Here is an implication that confuses me when I think about it:
$\qquad$ I am holding a pen $\implies$ It is raining outside.
This implication seems to say that it will rain outside whenever I hold a pen.
If I am not holding a pen, the implication is true. But how can this be so if I can just hold a pen and see that it does not rain? My guess is that implications can be true sometimes and false sometimes, so me holding a pen and seeing it does not rain does not prove that the implication is always false. But if this is the case, what does it even mean for the implication to be true, for the times when I do not hold a pen?
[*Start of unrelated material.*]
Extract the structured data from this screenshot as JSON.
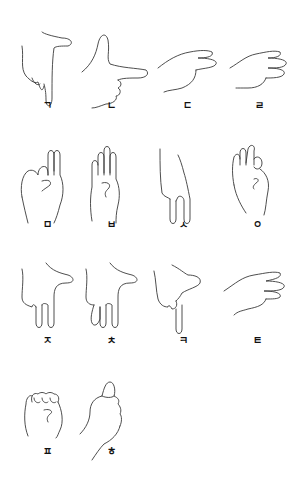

$$$$ I can see that the implication
$\qquad$ I am holding a pen $\implies$ False,
would be true when I do not hold a pen, even though its consequence is never true. And anytime I hold a pen, the consequence in the implication will be false.
I'm sure other people have said this somewhere on math stackexchange, but reading the proposed duplicate answers, I see plenty of room for confusion, so I think it's probably easiest to just write a clarification here.
The logical definition of implication doesn't really line up with the colloquial definition of implication unless you include a universal quantifier.
In your example, we wouldn't colloquially say that the statement "If you are holding a pen, then it is raining outside" is true, even though it is sometimes true logically, because what matters is whether or not it's always true.
The right way to translate the statement into a logical statement is to say "At all times, if you are holding a pen, then it is raining outside." The "at all times" portion of the sentence (which is a universal quantifier) ensures that, in order for the sentence to be true, we are not only interested in now in particular, but rather all possible moments. So to say the statement is false, we only need to find one counterexample - one particular time when you were holding a pen and it was a clear day outside. Which, as you said, can easily be accomplished by simply picking up your pen on a clear day.